“Fine. Just uncomfortable.” I shifted, trying to find a position that didn’t make me feel like a beached whale. “This baby needs to come out soon.”
“Doc said you’ve still got a week.”
“Doc doesn’t have a human being sitting on her bladder.”
He chuckled and pressed a kiss to my shoulder. “Do you feel like eating this morning?”
“Yes, please,” I smiled. Dalton still got up and made breakfast every morning before he started work. Now, he made it for me, Cade, my mother and my aunt when she visited. And soon for our baby.
“I’ll bring it up.” He got out of bed and pulled on jeans, then looked back at me. His gaze softened the way it always did when he looked at my belly. At our baby.
“I love you,” he said.
“I love you too. Now go feed me before I eat the pillows.”
He left, laughing.
I lay there, one hand on my stomach, feeling the baby move. We didn’t know if it was a boy or a girl. Dalton had said he didn’t care as long as the baby was healthy. I knew boy or girl, they’d be wearing cowboy boots before they could walk.

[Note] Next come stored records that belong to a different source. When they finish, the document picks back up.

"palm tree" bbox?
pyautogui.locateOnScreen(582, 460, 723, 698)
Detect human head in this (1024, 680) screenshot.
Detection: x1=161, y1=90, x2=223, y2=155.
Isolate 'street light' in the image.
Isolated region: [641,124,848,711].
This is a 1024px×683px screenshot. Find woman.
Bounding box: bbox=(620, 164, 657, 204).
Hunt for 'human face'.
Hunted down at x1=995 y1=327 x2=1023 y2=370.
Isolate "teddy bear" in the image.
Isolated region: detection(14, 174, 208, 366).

Another pain hit. Sharper this time.
I breathed through it and told myself it was nothing. Braxton Hicks. False labor. The baby wasn’t due until the twenty-first.

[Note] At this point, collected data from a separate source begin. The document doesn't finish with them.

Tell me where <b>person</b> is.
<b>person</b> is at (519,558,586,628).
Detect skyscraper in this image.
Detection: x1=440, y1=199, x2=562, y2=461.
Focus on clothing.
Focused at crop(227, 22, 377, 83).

But when Dalton came back with breakfast twenty minutes later, I was having another contraction.
He took one look at my face and set the tray down. “How far apart?”
“I don’t know. Maybe—” I gasped as another one hit. “Maybe ten minutes?”
“We’re going to the hospital.”
“Dalton, it’s probably false labor.”
“We’re going.” He was already pulling out his phone. “I’m calling Cade to let him know. And your mom.”
“It’s too early—”
“Amber.” He sat on the bed and took my hand. “I’m not taking chances. Not with you. Not with our baby.”
I saw the fear in his eyes. The same fear that had been there since I’d told him I was pregnant. Fear that something would go wrong. That he’d lose me. That he’d lose this.
“Okay,” I said softly. “We’ll go.”
He kissed my forehead. “Good. Now let’s get you dressed.”
By the time we got to the hospital, the contractions were five minutes apart.
The nurse checked me and smiled. “You’re at six centimeters. This baby’s coming today.”
“Today?” I looked at Dalton. “But I’ve got another week to go.”
Another contraction hit. Hard. I gripped Dalton’s hand and tried to breathe through it.
“You’re doing great,” he murmured. “I’ve got you.”
The hours blurred together. Pain and pressure and Dalton’s steady presence beside me. He never left. Never let go of my hand. Never stopped telling me I could do this.
At five minutes to midnight, the doctor told me to push.